Gap plus reinforcement
The calculator adds root-gap volume and the estimated surface reinforcement profile.
- Measure the real gap range
- Use the filled joint depth
- Estimate bead width and height
Leg-size estimate
A right-triangle estimate uses half of the leg size squared, then applies a profile adjustment.
- Confirm effective throat requirement
- Check convex or concave profile
- Review penetration contribution
Use a measured section
Enter filler cross-section directly when CAD, macro sections or established production data are available.
- Separate filler from fused base metal
- Average representative sections
- Include acceptable process variation
See how wire diameter changes required feed speed
For the same filler volume, a smaller wire must move faster. Final diameter also depends on feeder capability, melting stability, alloy availability and bead control.
| Wire Diameter | Wire Area | Relative Feed Needed | Common Planning Direction | What To Check |
|---|---|---|---|---|
| 0.8 mm | 0.50 mm² | 1.56× the feed of 1.0 mm wire | Fine filler control and smaller joints | Feeder speed range and wire stiffness |
| 1.0 mm | 0.79 mm² | Reference | General starting diameter for many trials | Alloy, gap, bead target and torch setup |
| 1.2 mm | 1.13 mm² | About 0.69× the feed of 1.0 mm wire | Higher filler volume at lower linear feed | Melting stability and beam-to-wire position |
| 1.6 mm | 2.01 mm² | About 0.39× the feed of 1.0 mm wire | Larger filler demand and engineered applications | Source power, joint size and feeder compatibility |
See what changes when you adjust wire and joint inputs
Change one factor at a time and confirm bead shape, fusion and cross-section on the actual joint.

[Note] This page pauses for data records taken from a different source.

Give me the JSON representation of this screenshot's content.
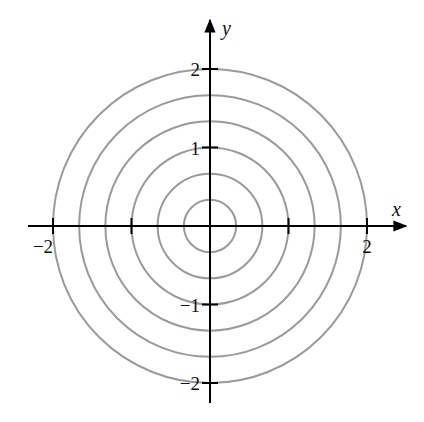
{
  "chart_data": {
    "type": "contour",
    "title": "",
    "xlabel": "x",
    "ylabel": "y",
    "xlim": [
      -2.3,
      2.5
    ],
    "ylim": [
      -2.3,
      2.6
    ],
    "grid": false,
    "legend": null,
    "x_ticks": [
      -2,
      -1,
      1,
      2
    ],
    "y_ticks": [
      -2,
      -1,
      1,
      2
    ],
    "x_tick_labels": [
      {
        "value": -2,
        "label": "−2"
      },
      {
        "value": 2,
        "label": "2"
      }
    ],
    "y_tick_labels": [
      {
        "value": 2,
        "label": "2"
      },
      {
        "value": 1,
        "label": "1"
      },
      {
        "value": -1,
        "label": "−1"
      },
      {
        "value": -2,
        "label": "−2"
      }
    ],
    "circles": {
      "center": [
        0,
        0
      ],
      "radii": [
        0.333,
        0.667,
        1.0,
        1.333,
        1.667,
        2.0
      ]
    },
    "colors": {
      "circle": "#9a9a9a",
      "axis": "#000000",
      "background": "#ffffff"
    }
  },
  "layout": {
    "origin_px": [
      210,
      226
    ],
    "unit_px": 78.5,
    "x_axis_px": [
      28,
      406
    ],
    "y_axis_px": [
      20,
      403
    ]
  }
}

| Parameter Change | Calculated Effect | Possible Weld Effect | What To Verify |
|---|---|---|---|
| Increase travel speed | Raises required wire feed proportionally | Can reduce local heating time while increasing feeder demand | Fusion, bead continuity and feeder response |
| Increase wire diameter | Lowers linear feed for the same filler volume | Changes melting behavior and wire stiffness | Beam position, power margin and transfer stability |
| Increase joint gap | Raises filler cross-section and feed demand | Can increase lack-of-fusion or bead-shape risk | Fixture, edge preparation and process suitability |
| Reduce deposition efficiency | Raises calculated wire feed allowance | Represents transfer loss or process variation | Whether the assumed efficiency matches test data |
| Increase fillet leg size | Raises area approximately with the square of leg size | Rapidly increases filler volume and heat demand | Required throat, pass strategy and joint design |
Turn the calculated speed into a stable welding trial
A correct volume calculation can still produce a poor weld when the wire approaches the beam at the wrong position, angle or timing.

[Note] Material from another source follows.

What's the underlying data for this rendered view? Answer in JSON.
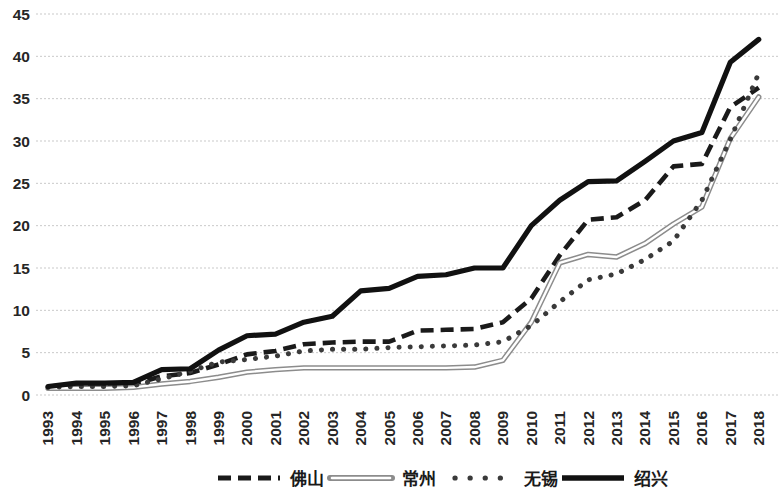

Align beam, wire and joint
- Keep the wire tip in a stable melt location
- Confirm leading or trailing orientation
- Prevent contact with the workpiece
- Maintain repeatable stand-off
Match feeder response
- Check acceleration at seam start
- Coordinate start and stop timing
- Avoid slipping and wire buckling
- Verify long-seam speed stability
Tune from the cross-section
- Inspect bead width and reinforcement
- Check edge fusion and undercut
- Review porosity and inclusions
- Record accepted parameter windows
Confirm wire feed on your actual joint
Send material, wire alloy, diameter, joint drawing, gap tolerance, welding speed and acceptance requirement. Oceanplayer can help review feeder direction and sample-weld results.
Share geometry
Provide joint dimensions, gap range, wire and expected bead profile.
Set a starting feed
Balance wire volume with travel speed, power and melting behavior.
Inspect and tune
Review surface, section, fusion, stability and repeatability.
Continue your laser welding calculation
Use wire feed together with power selection, heat input, shielding gas and the complete welding guide.
Laser welding wire feed questions
Use these answers to interpret the result and prepare a controlled filler-wire trial.